KEY POINTS:
The navy's Seasprite helicopters have got new teeth.
They have just been fitted with new Belgian FN MAG 58M machine guns to replace the old M60 machine gun, designed in the United States in 1957. Both the M60 and its replacement fire 7.62mm rounds.
The navy said the M60 was "less than reliable in service" because spent cartridges could bounce out of the catch box and back into the gun working parts, causing a stoppage.
The catch box could hold only 150 spent cases - "not good when the ammo box holds 200 rounds", said the navy in its magazine Navy Today.
The M60 also had old fashioned open sights which were too inaccurate "for these days of minimising risk to innocent parties on the ground".
The new FN MAG 58M had already been fitted to the air force's Iroquois helicopters.
It had laser sights but its new mount on the Seasprite doors had been modified to prevent the gun shooting off the nose of missiles carried on the helicopter's weapons pylon.
The new machine gun also had a higher rate of fire - up to 1100 rounds a minute compared with 550 rounds a minute for the M60.
The new machine gun was fitted to the Seasprite on the Anzac frigate HMNZS Te Mana when it left Auckland last month for the Arabian Gulf as part of the fight against international terrorism.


TASK REQUIREMENTS:
Would you please transcribe, exactly as written, the lines of the entries below starting at the one that holds "Provide the bbox for 'flower'." and ending at the one that holds "Get bbox for 'house'. Format: x1:y1:x2:y2.", both included?

INFORMATION SUPPLIED:
---------------

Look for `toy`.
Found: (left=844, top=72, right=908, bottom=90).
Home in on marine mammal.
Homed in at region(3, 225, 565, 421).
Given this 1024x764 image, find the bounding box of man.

---------------

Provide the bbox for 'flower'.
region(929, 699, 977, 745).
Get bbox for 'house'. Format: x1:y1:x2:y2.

---------------

THE ANSWER:
Provide the bbox for 'flower'.
region(929, 699, 977, 745).
Get bbox for 'house'. Format: x1:y1:x2:y2.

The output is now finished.